** Data records follows **
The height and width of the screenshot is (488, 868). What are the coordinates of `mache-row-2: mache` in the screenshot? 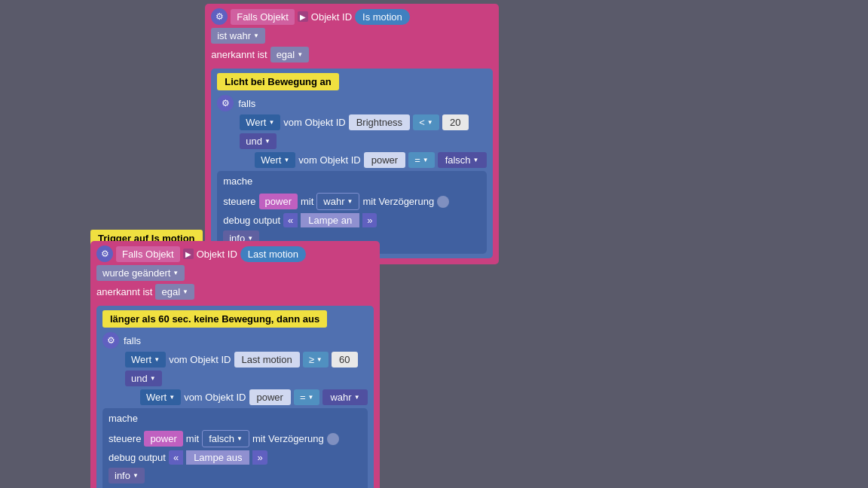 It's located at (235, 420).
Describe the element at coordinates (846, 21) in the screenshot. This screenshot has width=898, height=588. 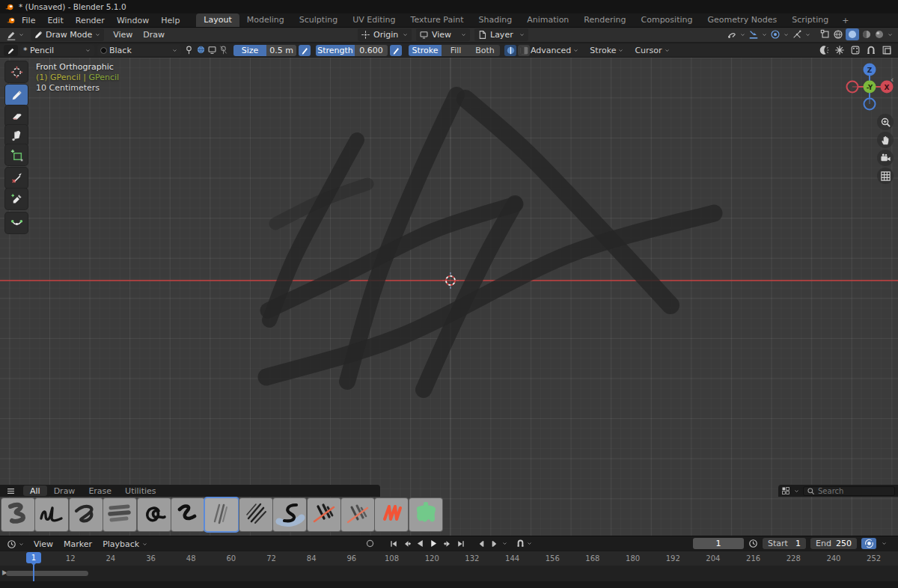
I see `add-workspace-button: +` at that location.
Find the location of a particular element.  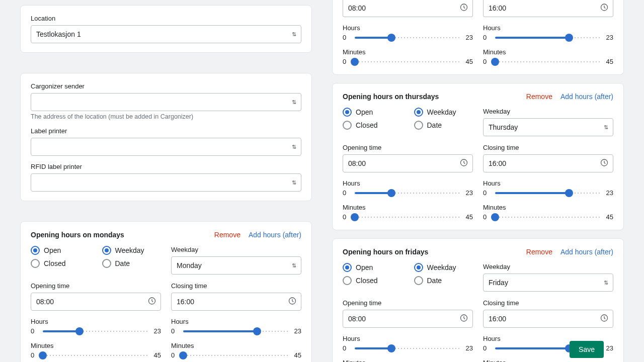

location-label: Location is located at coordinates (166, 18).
** End of Data records **
** Data records follows **
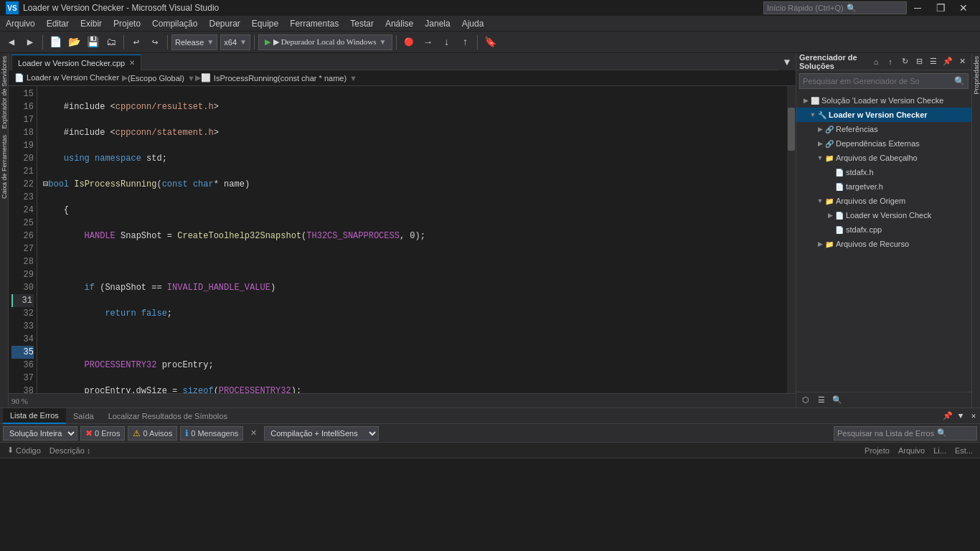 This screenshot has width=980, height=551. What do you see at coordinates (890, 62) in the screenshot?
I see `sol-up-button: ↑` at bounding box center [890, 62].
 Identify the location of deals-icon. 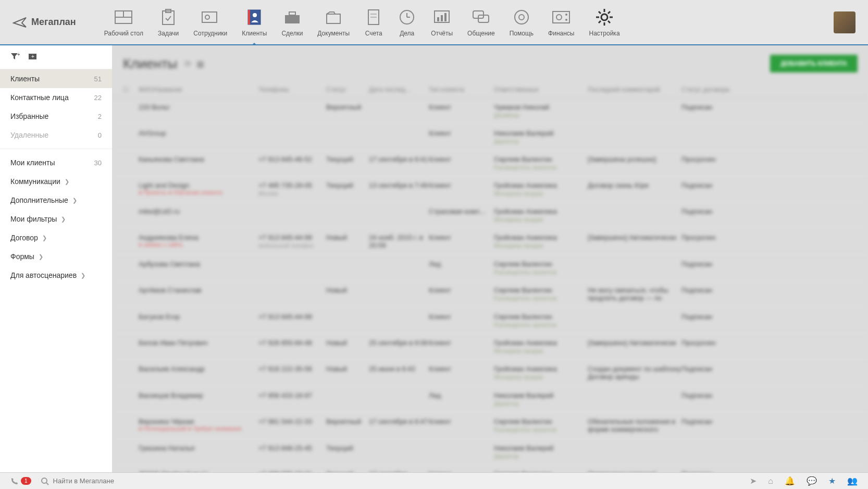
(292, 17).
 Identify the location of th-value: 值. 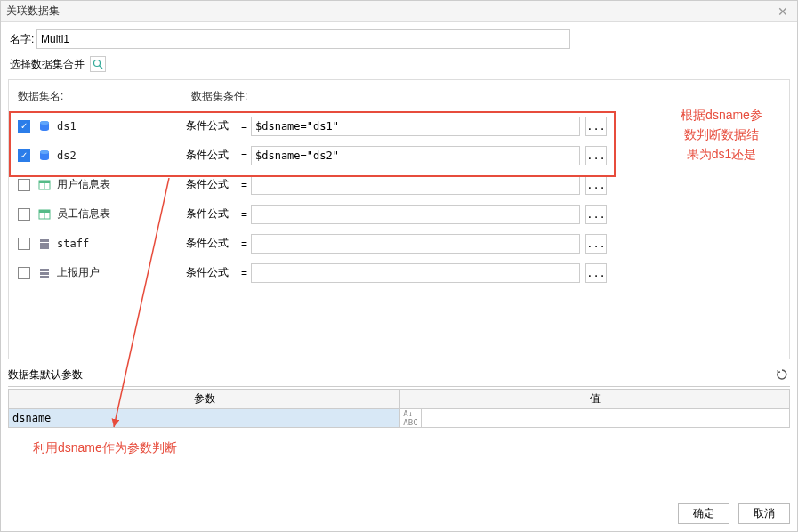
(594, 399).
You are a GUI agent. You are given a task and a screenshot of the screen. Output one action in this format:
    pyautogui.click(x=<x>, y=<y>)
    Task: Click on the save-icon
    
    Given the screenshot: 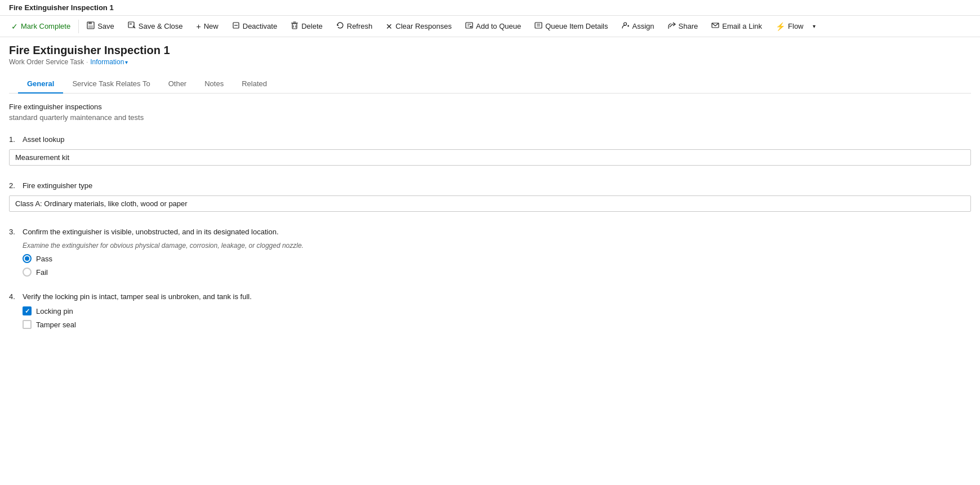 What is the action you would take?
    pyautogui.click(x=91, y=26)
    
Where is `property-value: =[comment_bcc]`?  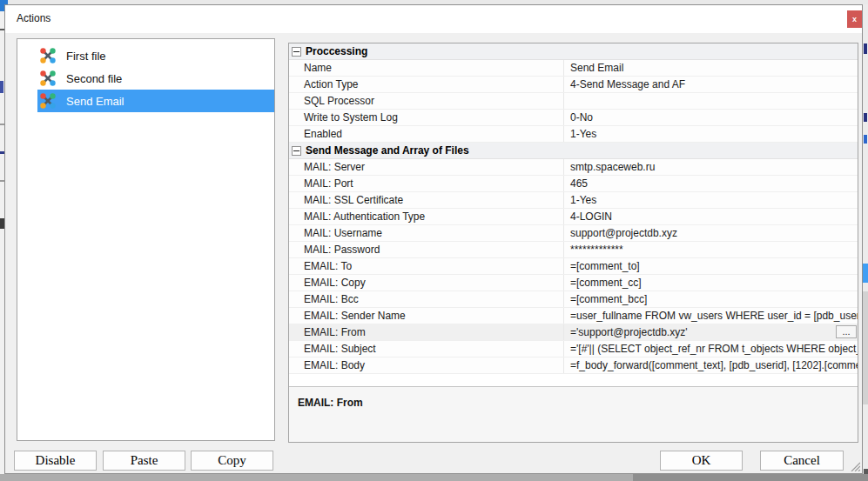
** End of Data records **
## Aim of the exercise
Out of the data above, set down the lines from the one with "You are a GUI" to the one with "Task: Click on the save-icon", both included, exactly as written and with no additions.

## Response for this exercise
You are a GUI agent. You are given a task and a screenshot of the screen. Output one action in this format:
    pyautogui.click(x=<x>, y=<y>)
    Task: Click on the save-icon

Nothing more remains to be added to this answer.